Nginx – Firefox and Chrome keeps forcing HTTPS on Rails app using nginx/Passenger

httpsnginxphusion-passengerruby-on-railsssl

I've got a really weird problem here where every time I try to browse my Rails app in non-SSL mode Chrome (v16) and Firefox (v7) keeps forcing my website to be served in HTTPS.

My Rails application is deployed on a Ubuntu VPS using Capistrano, nginx, Passenger and a wildcard SSL certificate.

I have set these parameters for port 80 in the nginx.conf:

            passenger_set_cgi_param HTTP_X_FORWARDED_PROTO http;
            passenger_set_cgi_param HTTPS off;

The long version of my nginx.conf can be found here: https://gist.github.com/2eab42666c609b015bff

The ssl-redirect.include file contains:

rewrite ^/sign_up https://$host$request_uri? permanent ;
rewrite ^/login https://$host$request_uri? permanent ;
rewrite ^/settings/password https://$host$request_uri? permanent ;

It is to make sure those three pages use HTTPS when coming from non-SSL request.
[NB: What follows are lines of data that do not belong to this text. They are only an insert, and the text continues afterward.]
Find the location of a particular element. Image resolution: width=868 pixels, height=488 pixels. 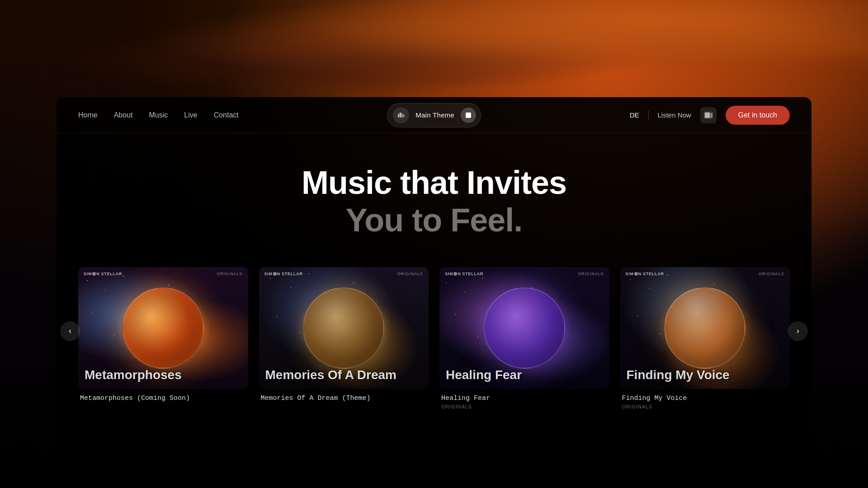

album-card-metamorphoses: SIMN STELLAR ORIGINALS Metamorphoses Met… is located at coordinates (163, 339).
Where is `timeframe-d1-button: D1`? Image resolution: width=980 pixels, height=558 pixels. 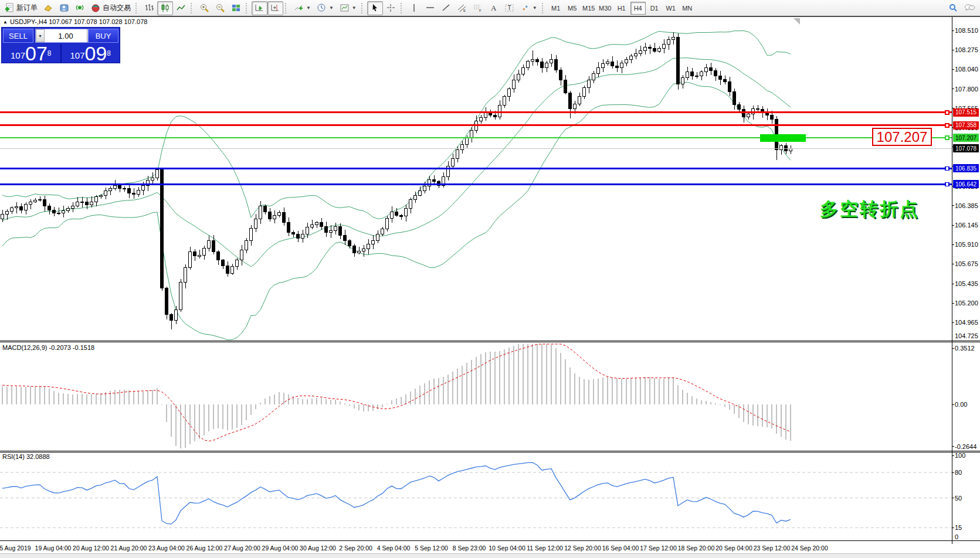
timeframe-d1-button: D1 is located at coordinates (655, 8).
My production.rb file contains this line:

  # Enable HTTP and HTTPS in parallel
  config.middleware.insert_before Rack::Lock, Rack::SSL, :exclude => proc { |env| env['HTTPS'] != 'on' }

I have tried redirecting to HTTP via nginx rewrites, Ruby on Rails redirects and also used Rails view url using HTTP protocol.

My application.rb file contains this methods used in a before_filter hook:

def force_http
 if Rails.env.production?
   if request.ssl?
     redirect_to :protocol => 'http', :status => :moved_permanently
   end
 end
end

Every time I try to redirect to HTTP non-SSL the browser attempts to redirect it back to HTTPS causing an infinite redirect loop. Safari, however, works just fine. Even when I've disabled serving SSL in nginx the browsers still try to connect to the site using HTTPS. I should also mention that when I pushed my app on to Heroku, the Rails redirect work just fine for all browsers.

The reason why I want to use non-SSL is that my homepage contains non-secure dynamic embedded objects and a non-secure CDN and I want to prevent security warnings.

I don't know what is causing the browser to keep forcing HTTPS requests.

Best Answer

If you used config.force_ssl = true in your environment configuration, and then later turn it off, your browser may still only make connections over ssl.

Rails sends an HSTS header when force_ssl is true, which will cause some browsers to only allow connections over HTTPS to the domain in question, regardless of what's entered in the address bar. This setting will be cached by the browser for 1 year by default.